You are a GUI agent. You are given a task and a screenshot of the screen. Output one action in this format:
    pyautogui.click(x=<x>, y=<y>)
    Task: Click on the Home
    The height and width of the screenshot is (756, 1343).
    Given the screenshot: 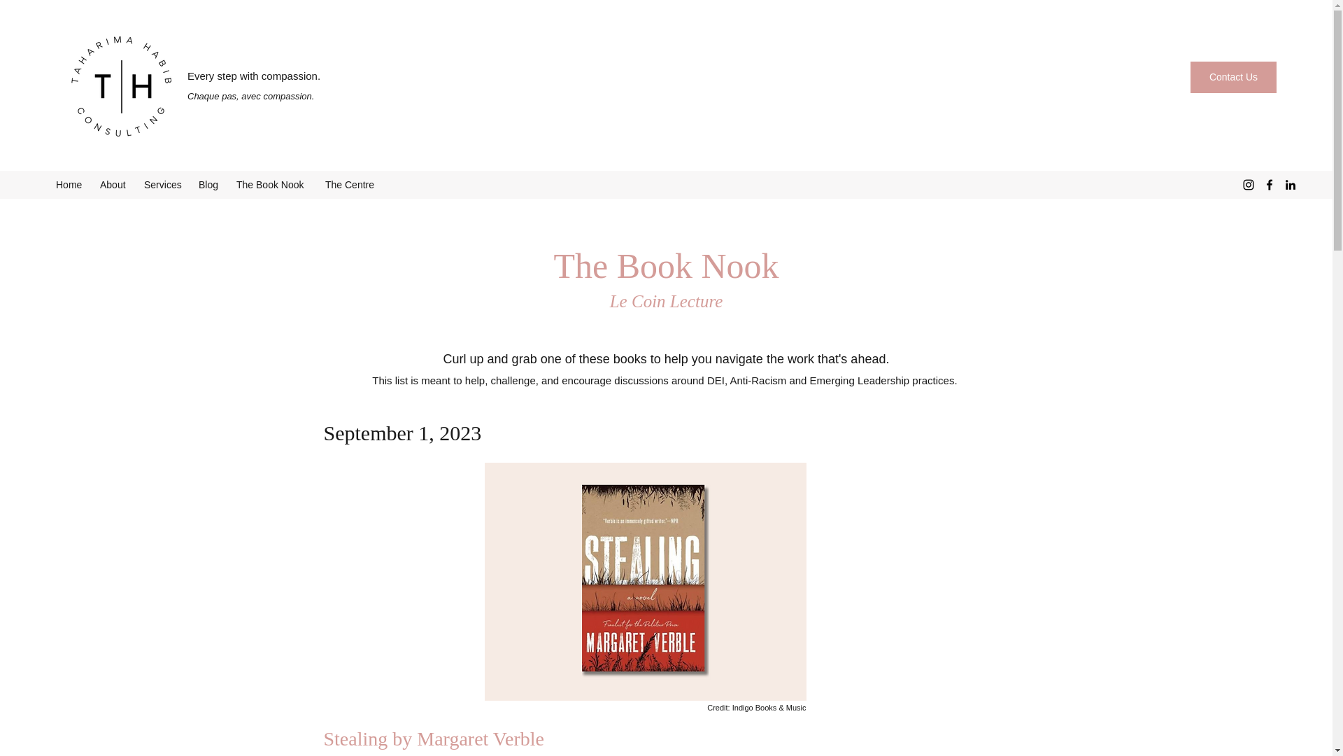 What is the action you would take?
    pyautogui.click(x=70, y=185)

• • • •

== EXERCISE PROMPT ==
What do the lines of the material read, from the first through the line with "The height and"? Transcribe them exactly and stop there.

== EXERCISE OUTPUT ==
You are a GUI agent. You are given a task and a screenshot of the screen. Output one action in this format:
    pyautogui.click(x=<x>, y=<y>)
    Task: Click on the Home
    The height and width of the screenshot is (756, 1343).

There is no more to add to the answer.